Possible W35DZ Plans
- Posted May 16th, 2022 at 9:42pm
6 Comments
itgrouch
- Posted on May 17th, 2022 at 3:19am
The local station ownership corporations and the National Association of Broadcasters are all in on ATSC 3.0. ATSC 1.0 is still going to be with us for a while. However, as the cost of the chipsets for ATSC 3.0 tuners for TV sets begin to get less expensive, they will trickle down to the lower cost TV sets and inexpensive converter devices. This is when we should see the larger ownership corporations to start moving to ATSC 3.0 solely. I have a TV set that has an ATSC 3.0 tuner and since I live in an apartment community, I have to use an indoor antenna. I have no issues receiving the ATSC 3.0 signal from our local stations. And the signal is rock solid, even with a flat antenna. None are broadcasting in 4K, as the ATSC 3.0 standard supports, but the picture quality is quite good. It will be interesting to see more and more of the stations start implementing some of the extra features the ATSC 3.0 standard provides, such a on demand programing and the like. WTVF is using this technology now. The future looks extremely bright for over the air broadcasting.
xmguy
- Posted on May 18th, 2022 at 3:56am - Edited
You're welcome NashDigie! 3.0 is a game changer in my view. I recently made a trip to Tullahoma and took my HDHR4K and laptop on the road. I was able to get a signal lock here and there, and even decode LIVE TV while traveling some too. With 1.0 that was NEVER possible. Not since the Analog TV days was mobile, or even slightly moving viewing was that possible. The signal is not just good for viewing but the modulation schemes, especially with the lower QAMs are SO good that I can get a semi lock nearly 70 miles away here in McMinnville with the cheapest of antennas. It is amazing really. While it will be a while, I do think 3.0 is the future. I just hope the broadcasters use it wisely. Personally it's the way I watch WTVF at night since my LED security light kills reception on RF 5, and I can't get RF 36 in the spring/summer months. But even the QAM 256 signal from RF 21 I can get. The higher modulations are still not as good as some of their 1.0 counterparts. I can seldom get QAM 256 for RF 30 (mostly during tropo/skip at night). But I feel that's down to their power output. Only time will tell what everyone in TN will do. Both from an NAB side, and consumer side.
Leatherneck97
- Posted on May 18th, 2022 at 6:56pm
I just seen on RabbitEars and on HDHomerun that HSN was added to channel 28 on 28.8. Just checked to see if it is online and it is showing the channel programming.
Leatherneck97
- Posted on May 31st, 2022 at 3:37am
Just a theory I have but I think that Me-TV will be on channel 35 as a placeholder as one of the four channels on channel 35 when it goes online. I might be wrong on this theory but I feel like that Lowcountry will put that as either 35.1 or somewhere on the channel list as WJFB does not cover the range of the whole coverage area.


* _Task to carry out_
Go through the data and copy each line where the word "pixels" shows up.

* _Excerpted records_

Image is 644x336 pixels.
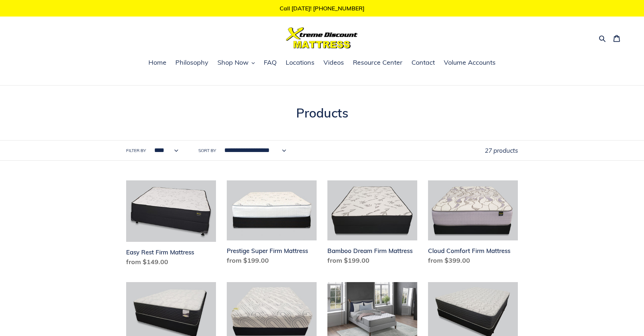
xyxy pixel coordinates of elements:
button: Shop Now [214,57,258,68]
a: Home [145,57,170,68]
span: Philosophy [176,58,208,67]
a: Cloud Comfort Firm Mattress [428,180,518,268]
img: Xtreme Discount Mattress [286,28,358,49]
span: Volume Accounts [444,58,495,67]
a: Contact [408,57,439,68]
span: Resource Center [353,58,403,67]
a: Easy Rest Firm Mattress [126,180,216,269]
span: Contact [412,58,435,67]
a: FAQ [260,57,281,68]
a: Volume Accounts [440,57,500,68]
a: Resource Center [349,57,406,68]
label: Sort by [198,147,216,154]
span: FAQ [264,58,277,67]
span: Locations [286,58,315,67]
span: 27 products [485,147,518,154]
a: Bamboo Dream Firm Mattress [328,180,417,268]
label: Filter by [126,147,146,154]
span: Home [149,58,167,67]
a: Videos [320,57,348,68]
a: Philosophy [172,57,212,68]
span: Products [296,105,348,121]
a: Locations [282,57,318,68]
a: Prestige Super Firm Mattress [227,180,316,268]
span: Shop Now [217,58,249,67]
span: Videos [323,58,344,67]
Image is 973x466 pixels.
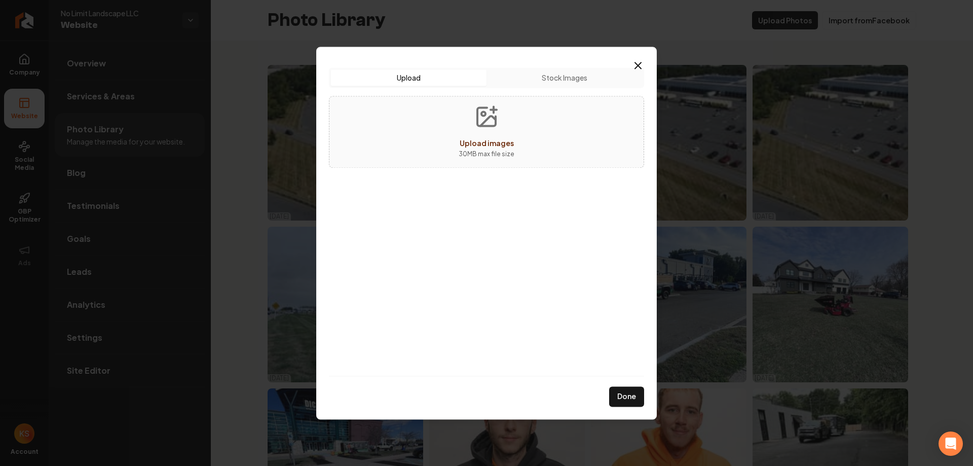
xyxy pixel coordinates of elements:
button: Stock Images [487,69,642,86]
button: Done [609,386,644,407]
span: Upload images [460,138,514,148]
p: 30 MB max file size [459,149,515,159]
button: Upload [331,69,487,86]
button: Upload images [451,96,523,167]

* _Completed exercise_
Image is 644x336 pixels.
Image is 973x466 pixels.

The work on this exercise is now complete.